Responding to my own message with more info:
"Found some firebricks in Hilo at the "Fireplace and Home Center". They
just got a shipment of 500 in. If you buy a large quantity like 200 brick
they cost $3.99 a pc. Call Mel or Mary.
(808) 961-5646."
Apparently these bricks are popular for home-made wood-fired ovens. Too
expensive to make a whole charcoal kiln out of them, but perhaps if you
build carefully to use them only in the spots that receives the most heat.

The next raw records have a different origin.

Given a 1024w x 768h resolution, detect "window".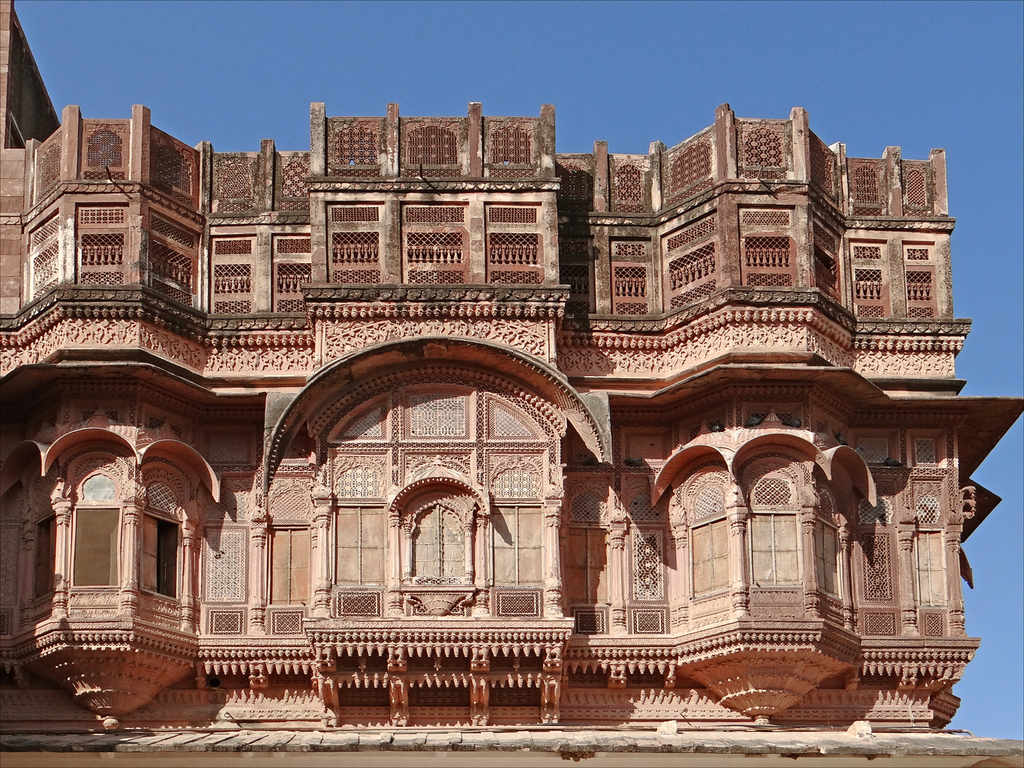
select_region(749, 513, 802, 587).
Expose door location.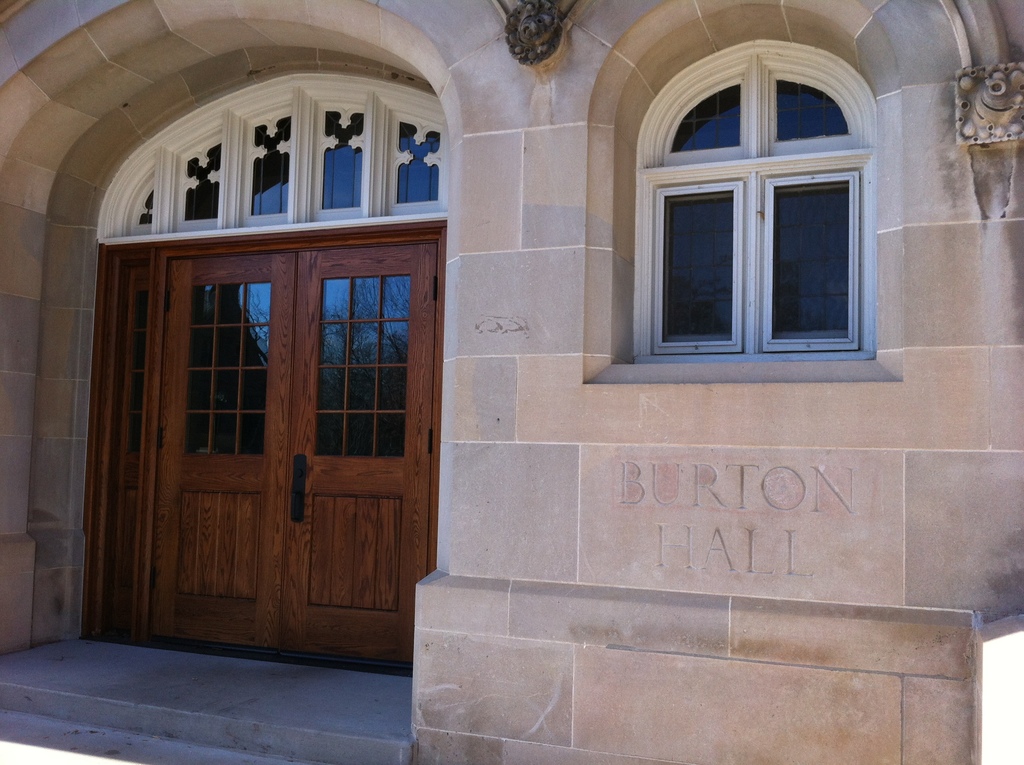
Exposed at x1=152, y1=235, x2=429, y2=668.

I've ordered some to experiment with. I know Josiah might say, why use
expensive brick when you can use a simple unlined hole in the ground, but I
am still quite attached to being able to scoop out my char quickly and
cleanly without any soil or rocks mixed into it, especially rocks as they
make trouble for grinding.
I've also got some possibly-crazy ideas about baking my own bricks from the
local clay-like soils of Hamakua. Presuming I can determine the right
amount of sand to add to keep them from cracking to pieces, then they could
form the clean walls of an inexpensive pit. Perhaps they could even be
baked in the pit itself, then once hardened they take the place of the
fragile CMUs or expensive imported firebrick.
-Ben
> -----Original Message-----
> From: Ben Discoe
> Sent: Thursday, August 09, 2012 9:27 AM
> To:
biochar...@googlegroups.com
> Subject: Re: Biochar Bob goes to Hawaii
>
> ...
>
> I'm still looking for fire brick anywhere in the state of Hawaii. It
seems hard
> to find even regular brick, let alone higher-temperature brick.